My expectation is that dev kits come in three stages; pre-silicon, early silicon, and final silicon.
The first pre-silicon dev kits would use existing hardware that's reasonably close in architecture and performance to what's expected from the final hardware. For a new Switch model, this might be a Xavier-based dev kit, with the CPU clocked down and maybe a few cores disabled, and potentially with a discrete Ampere GPU attached. I would expect Nintendo to communicate the actual specifications to developers alongside this, with non-final clocks, to give devs a performance target to aim for.
The early silicon (aka engineering samples) dev kits would be available post tape out, when the first silicon is available for testing. These dev kits would be effectively final, although with clock speeds which could change prior to launch, depending on binning of final silicon, etc.
The final silicon dev kits would only be available very near to launch, or potentially even after the launch of the console. This is what would be used for the rest of the console's life, and would obviously 100% match the actual hardware.

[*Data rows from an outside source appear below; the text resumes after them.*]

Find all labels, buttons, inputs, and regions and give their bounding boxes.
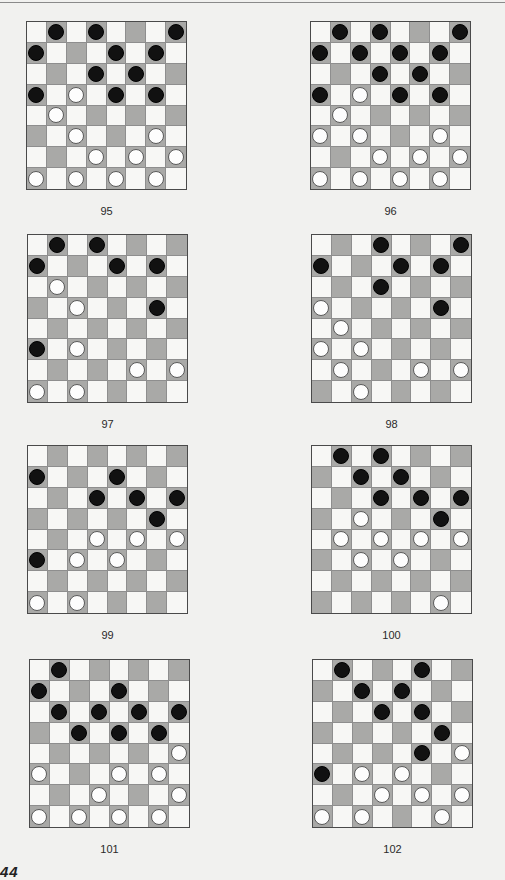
light-square <box>313 744 333 765</box>
black-checker-piece <box>28 45 44 61</box>
light-square <box>88 509 108 530</box>
light-square <box>332 509 352 530</box>
dark-square <box>393 764 413 785</box>
dark-square <box>149 723 169 744</box>
black-checker-piece <box>374 704 390 720</box>
dark-square <box>127 571 147 592</box>
white-checker-piece <box>313 300 329 316</box>
diagram-number-label: 98 <box>311 418 472 430</box>
light-square <box>391 147 411 168</box>
dark-square <box>313 723 333 744</box>
dark-square <box>147 339 167 360</box>
light-square <box>430 147 450 168</box>
black-checker-piece <box>433 258 449 274</box>
light-square <box>392 319 412 340</box>
black-checker-piece <box>352 45 368 61</box>
light-square <box>67 22 87 43</box>
white-checker-piece <box>432 128 448 144</box>
white-checker-piece <box>413 362 429 378</box>
white-checker-piece <box>111 766 127 782</box>
dark-square <box>27 43 47 64</box>
light-square <box>313 702 333 723</box>
dark-square <box>452 702 472 723</box>
white-checker-piece <box>353 511 369 527</box>
light-square <box>108 488 128 509</box>
dark-square <box>147 381 167 402</box>
dark-square <box>353 806 373 827</box>
dark-square <box>88 360 108 381</box>
white-checker-piece <box>89 531 105 547</box>
light-square <box>110 744 130 765</box>
dark-square <box>48 530 68 551</box>
light-square <box>452 681 472 702</box>
light-square <box>28 277 48 298</box>
dark-square <box>167 530 187 551</box>
light-square <box>352 571 372 592</box>
white-checker-piece <box>372 149 388 165</box>
black-checker-piece <box>169 490 185 506</box>
dark-square <box>147 467 167 488</box>
dark-square <box>146 126 166 147</box>
black-checker-piece <box>353 469 369 485</box>
dark-square <box>48 319 68 340</box>
black-checker-piece <box>149 300 165 316</box>
dark-square <box>110 764 130 785</box>
black-checker-piece <box>373 448 389 464</box>
dark-square <box>167 360 187 381</box>
dark-square <box>332 277 352 298</box>
white-checker-piece <box>453 531 469 547</box>
black-checker-piece <box>414 745 430 761</box>
dark-square <box>312 467 332 488</box>
dark-square <box>431 298 451 319</box>
dark-square <box>412 702 432 723</box>
white-checker-piece <box>354 766 370 782</box>
light-square <box>372 381 392 402</box>
dark-square <box>392 467 412 488</box>
light-square <box>47 168 67 189</box>
dark-square <box>90 702 110 723</box>
black-checker-piece <box>128 66 144 82</box>
light-square <box>372 509 392 530</box>
light-square <box>30 785 50 806</box>
light-square <box>311 64 331 85</box>
dark-square <box>352 339 372 360</box>
light-square <box>166 168 186 189</box>
dark-square <box>167 446 187 467</box>
light-square <box>451 381 471 402</box>
dark-square <box>371 147 391 168</box>
light-square <box>451 592 471 613</box>
white-checker-piece <box>374 787 390 803</box>
white-checker-piece <box>333 320 349 336</box>
dark-square <box>126 22 146 43</box>
dark-square <box>351 43 371 64</box>
light-square <box>28 235 48 256</box>
dark-square <box>311 43 331 64</box>
dark-square <box>450 22 470 43</box>
light-square <box>312 235 332 256</box>
dark-square <box>127 360 147 381</box>
light-square <box>28 488 48 509</box>
diagram-number-label: 96 <box>310 205 471 217</box>
light-square <box>450 43 470 64</box>
light-square <box>27 106 47 127</box>
light-square <box>87 43 107 64</box>
dark-square <box>450 64 470 85</box>
dark-square <box>312 339 332 360</box>
dark-square <box>149 806 169 827</box>
dark-square <box>451 319 471 340</box>
white-checker-piece <box>31 766 47 782</box>
light-square <box>393 785 413 806</box>
dark-square <box>333 702 353 723</box>
dark-square <box>110 806 130 827</box>
dark-square <box>87 64 107 85</box>
black-checker-piece <box>171 704 187 720</box>
dark-square <box>411 446 431 467</box>
dark-square <box>411 530 431 551</box>
dark-square <box>333 744 353 765</box>
light-square <box>127 550 147 571</box>
dark-square <box>47 22 67 43</box>
white-checker-piece <box>332 107 348 123</box>
dark-square <box>333 785 353 806</box>
white-checker-piece <box>394 766 410 782</box>
light-square <box>431 488 451 509</box>
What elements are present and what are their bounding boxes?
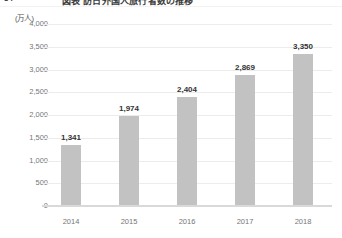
gridline: [42, 70, 332, 71]
gridline: [42, 206, 332, 207]
bar-value-label: 1,341: [44, 133, 98, 142]
x-axis-tick-label: 2017: [218, 217, 272, 226]
bar-value-label: 2,404: [160, 85, 214, 94]
x-axis-tick-label: 2014: [44, 217, 98, 226]
bar: [61, 145, 81, 206]
document-header: 34 図表 訪日外国人旅行者数の推移: [0, 0, 342, 7]
x-axis-tick-label: 2015: [102, 217, 156, 226]
bar-value-label: 2,869: [218, 63, 272, 72]
bar: [177, 97, 197, 206]
bar: [119, 116, 139, 206]
bar-value-label: 3,350: [276, 42, 330, 51]
x-axis-tick-label: 2018: [276, 217, 330, 226]
bar: [293, 54, 313, 206]
bar: [235, 75, 255, 206]
x-axis-line: [42, 205, 332, 206]
bar-chart: (万人) 4,0003,5003,0002,5002,0001,5001,000…: [0, 7, 342, 238]
plot-area: [42, 24, 332, 206]
header-number: 34: [4, 0, 13, 3]
bar-value-label: 1,974: [102, 104, 156, 113]
gridline: [42, 24, 332, 25]
x-axis-tick-label: 2016: [160, 217, 214, 226]
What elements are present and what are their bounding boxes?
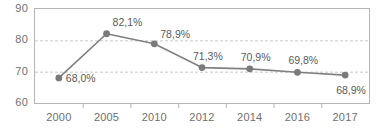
x-axis-tick-label: 2010 bbox=[131, 112, 177, 123]
data-point-marker bbox=[151, 40, 158, 47]
line-chart: 60708090 2000200520102012201420162017 68… bbox=[0, 0, 379, 132]
data-point-value-label: 78,9% bbox=[160, 29, 190, 40]
y-axis-tick-label: 60 bbox=[0, 97, 28, 108]
x-axis-tick-label: 2012 bbox=[179, 112, 225, 123]
data-point-marker bbox=[342, 72, 349, 79]
data-point-value-label: 68,9% bbox=[336, 85, 366, 96]
data-point-marker bbox=[199, 64, 206, 71]
data-point-value-label: 70,9% bbox=[241, 52, 271, 63]
data-point-marker bbox=[246, 65, 253, 72]
data-point-value-label: 71,3% bbox=[193, 51, 223, 62]
x-axis-tick-label: 2000 bbox=[36, 112, 82, 123]
data-point-value-label: 68,0% bbox=[66, 73, 96, 84]
y-axis-tick-label: 90 bbox=[0, 3, 28, 14]
y-axis-tick-label: 80 bbox=[0, 34, 28, 45]
y-axis-tick-label: 70 bbox=[0, 66, 28, 77]
data-point-marker bbox=[103, 30, 110, 37]
x-axis-tick-label: 2016 bbox=[274, 112, 320, 123]
data-point-marker bbox=[294, 69, 301, 76]
x-axis-tick-label: 2017 bbox=[322, 112, 368, 123]
data-point-value-label: 82,1% bbox=[113, 17, 143, 28]
x-axis-tick-label: 2005 bbox=[84, 112, 130, 123]
data-point-value-label: 69,8% bbox=[288, 55, 318, 66]
x-axis-tick-label: 2014 bbox=[227, 112, 273, 123]
data-point-marker bbox=[55, 75, 62, 82]
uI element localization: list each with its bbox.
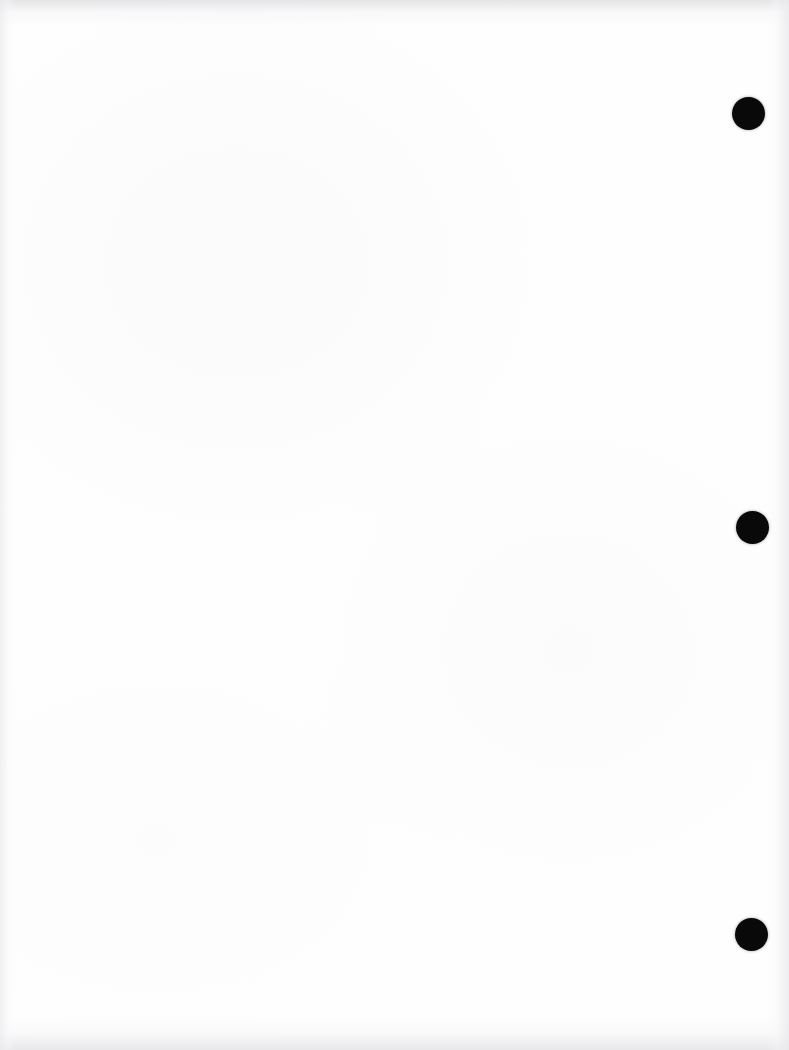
- scanned-page: [0, 0, 789, 1050]
- registration-mark-bottom: [735, 918, 768, 951]
- paper-background: [0, 0, 789, 1050]
- registration-mark-top: [732, 97, 765, 130]
- registration-mark-middle: [736, 511, 769, 544]
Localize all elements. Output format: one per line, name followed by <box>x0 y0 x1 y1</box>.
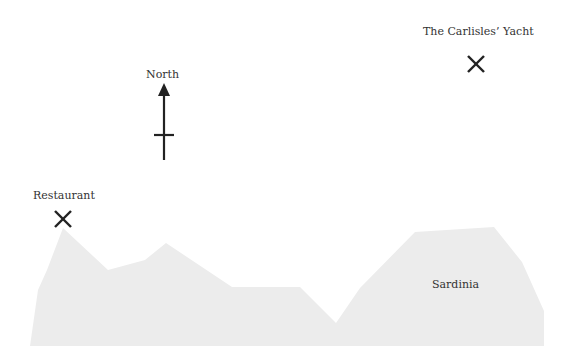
north-label: North <box>146 69 179 80</box>
map-canvas: The Carlisles’ Yacht North Restaurant Sa… <box>0 0 567 361</box>
yacht-x-marker-icon <box>468 56 484 72</box>
north-arrow-icon <box>154 83 174 160</box>
yacht-label: The Carlisles’ Yacht <box>423 26 534 37</box>
sardinia-label: Sardinia <box>432 279 479 290</box>
restaurant-x-marker-icon <box>55 211 71 227</box>
restaurant-label: Restaurant <box>33 190 95 201</box>
map-graphic <box>0 0 567 361</box>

I would expect developers to currently have the first type; pre-silicon dev kits. It's important to note that starting development for a new console doesn't require final hardware. An early dev kit allows developers to get up to speed with any new APIs or software tools, and to work with the new architecture and get a feel for how to optimise around it, and the final hardware specs given alongside this would allow the developer to know what kind of performance to target. So long as the actual performance is in line with what was promised by the console maker, it should then be pretty straight-forward to get it running on final hardware. It's also not unusual for these dev kits to be available long before the hardware itself. The Wii U, for example, was announced almost a year and a half before release, and dev kits based on the Radeon HD 4850 existing even before that.
I should mention that I have no direct experience with any of this stuff, but having followed along with this stuff for quite a few years now, the three stages above tend to be the standard pattern of things.
Thanks for the clarification. Although the main quotes from the article are from... this thread, so I'll still err on the side of caution with this one.